Frequently Asked Questions

The IRS publishes the current Collection Financial Standards (ALE) on IRS.gov at the URL irs.gov/businesses/small-businesses-self-employed/collection-financial-standards. The standards are updated annually each March. Always verify the current year's table before submitting Form 433-F or Form 433-A — a taxpayer using last year's numbers may understate or overstate their allowed expenses by 3–6%.
Above-standard housing is rarely allowed. To exceed the Local Standard, you must document under IRM 5.15.1.7 that the higher amount is necessary for health and welfare — for example, that no comparable housing exists in your area at the standard amount. Documentation typically includes Zillow comparables, MLS listings, or rental search results from your immediate area. Most above-standard housing requests fail; the IRS caps the allowance at the published Local Standard.
No. The Out-of-Pocket Health Care standard ($87/month under 65, $158/month over 65 for 2026) covers copays, deductibles, prescriptions, and uncovered medical costs only.

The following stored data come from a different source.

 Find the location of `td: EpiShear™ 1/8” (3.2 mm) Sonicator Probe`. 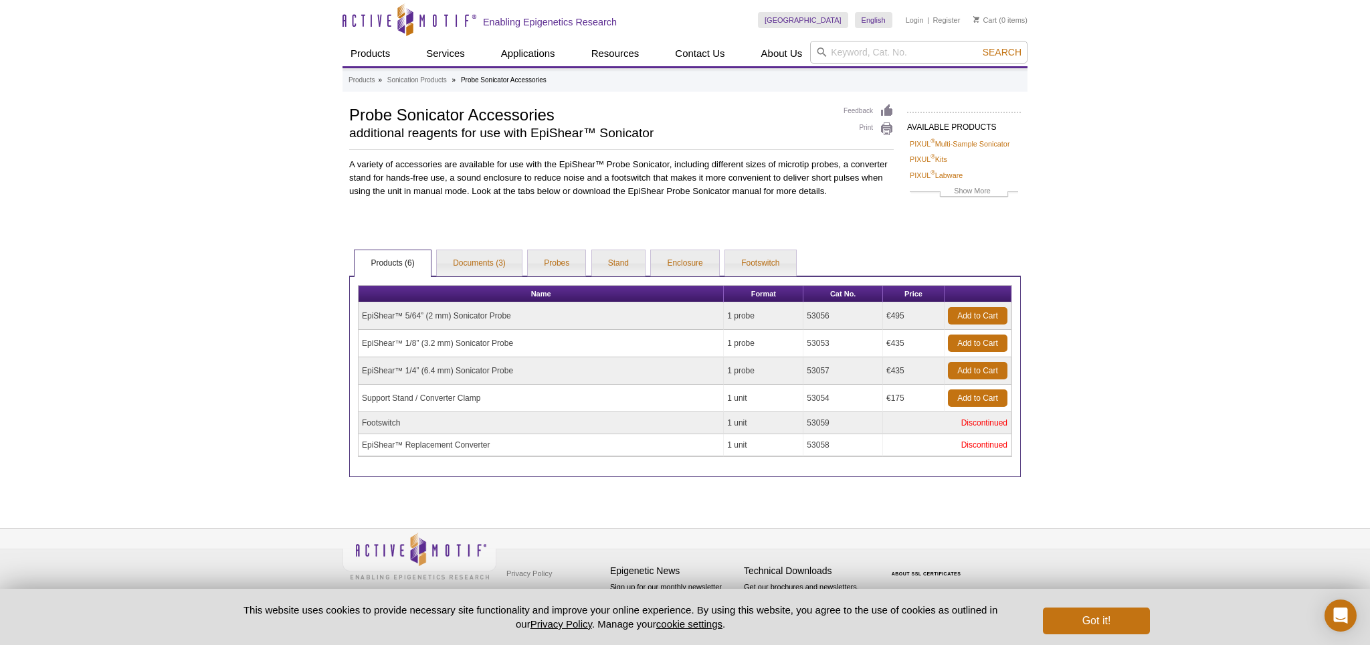

td: EpiShear™ 1/8” (3.2 mm) Sonicator Probe is located at coordinates (541, 343).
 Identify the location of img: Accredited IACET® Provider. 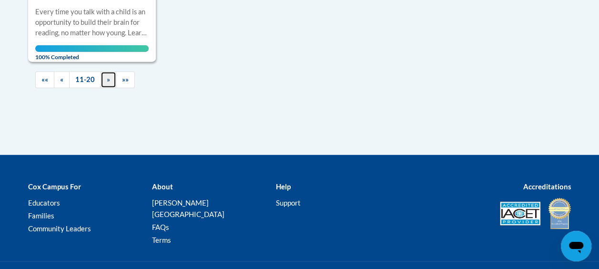
(520, 214).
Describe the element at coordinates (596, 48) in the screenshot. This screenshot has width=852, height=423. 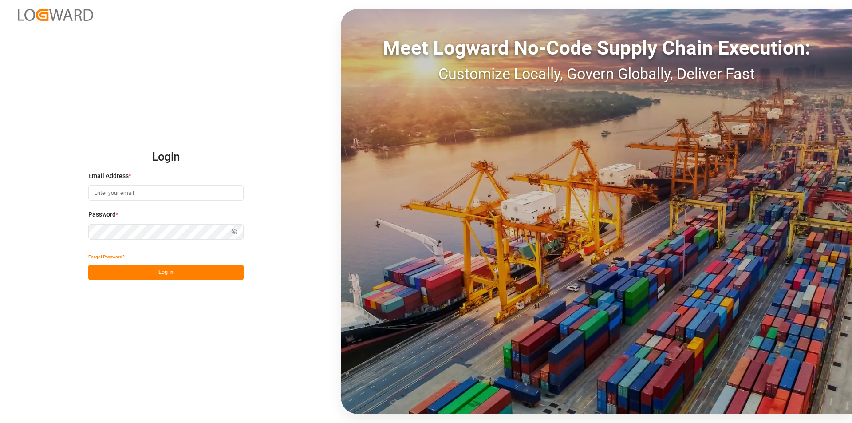
I see `div: Meet Logward No-Code Supply Chain Execution:` at that location.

Health insurance premiums — employer-deducted, COBRA, ACA marketplace, Medicare Part B and Medigap — are claimed separately at actual amount with premium statements as documentation.

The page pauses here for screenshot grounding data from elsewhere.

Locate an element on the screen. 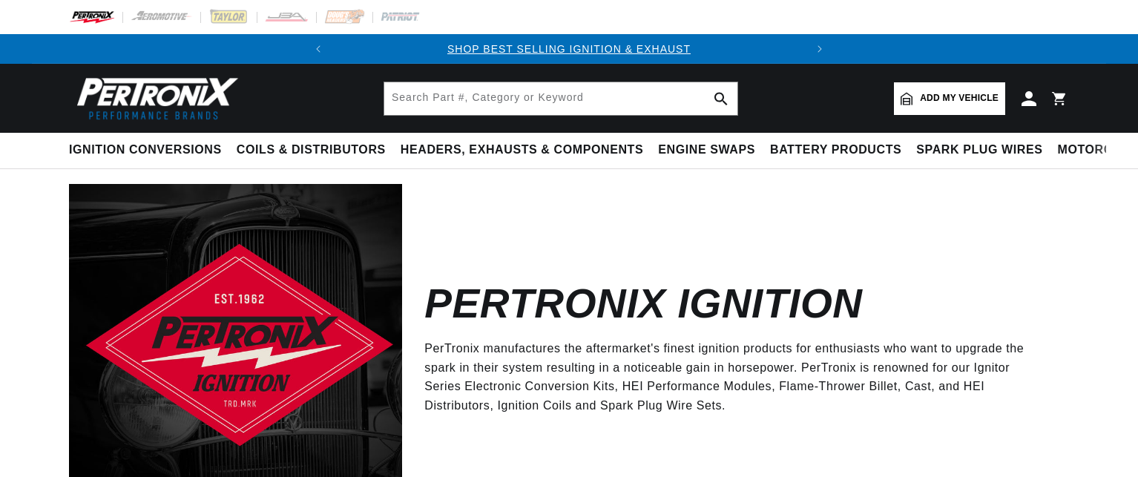  span: Battery Products is located at coordinates (835, 150).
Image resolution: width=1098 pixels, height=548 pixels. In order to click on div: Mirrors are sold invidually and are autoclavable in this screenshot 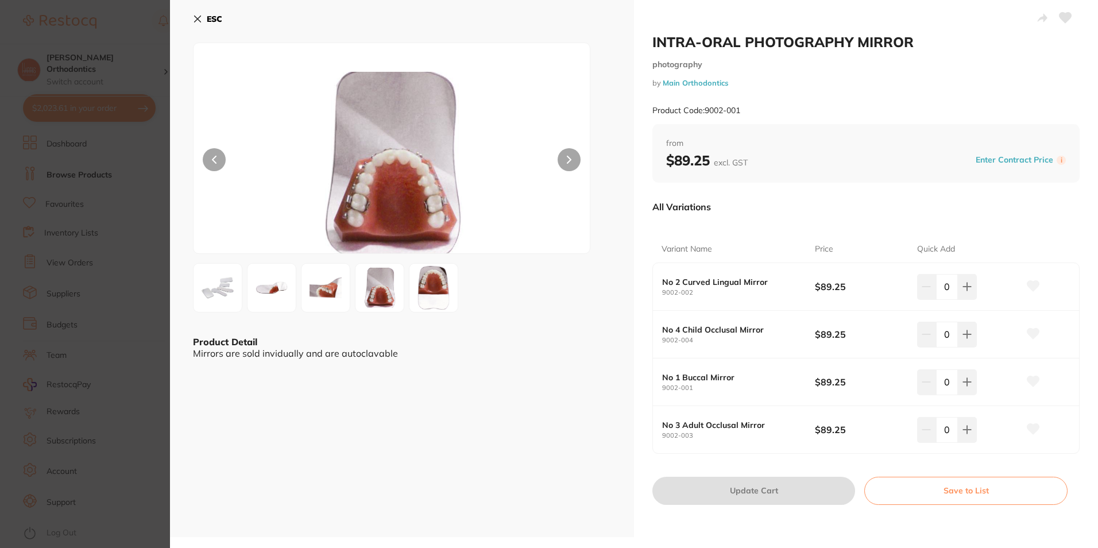, I will do `click(402, 353)`.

Other Necessary Expenses under IRM 5.15.1.10 include court-ordered child support and alimony, current-year federal tax payments to avoid future delinquency, required term life insurance for dependents, mandatory retirement contributions required by employment, required work expenses (uniforms, tools, licenses, union dues), and minimum payments on student loans under income-driven repayment plans. Each item requires documentation — court orders, premium statements, employer requirements.
The IRS updates Collection Financial Standards once per year, typically in March. The new amounts apply to all financial analyses conducted after the update date. For pending CNC, IA, or OIC reviews submitted before the update, the IRS generally applies the standards in effect at submission, but a taxpayer can request reconsideration under updated standards if the case is still open and the new amounts materially help.
Yes. Self-employed taxpayers use the same Collection Financial Standards for personal living expenses. Business expenses are evaluated separately under IRM 5.15.1.13 — the IRS allows necessary business operating expenses (cost of goods sold, rent, payroll, utilities) as deductions from gross receipts to arrive at net business income, which is then treated like wages for ALE purposes. Personal living expenses follow the same National, Local, and Out-of-Pocket standards as wage earners.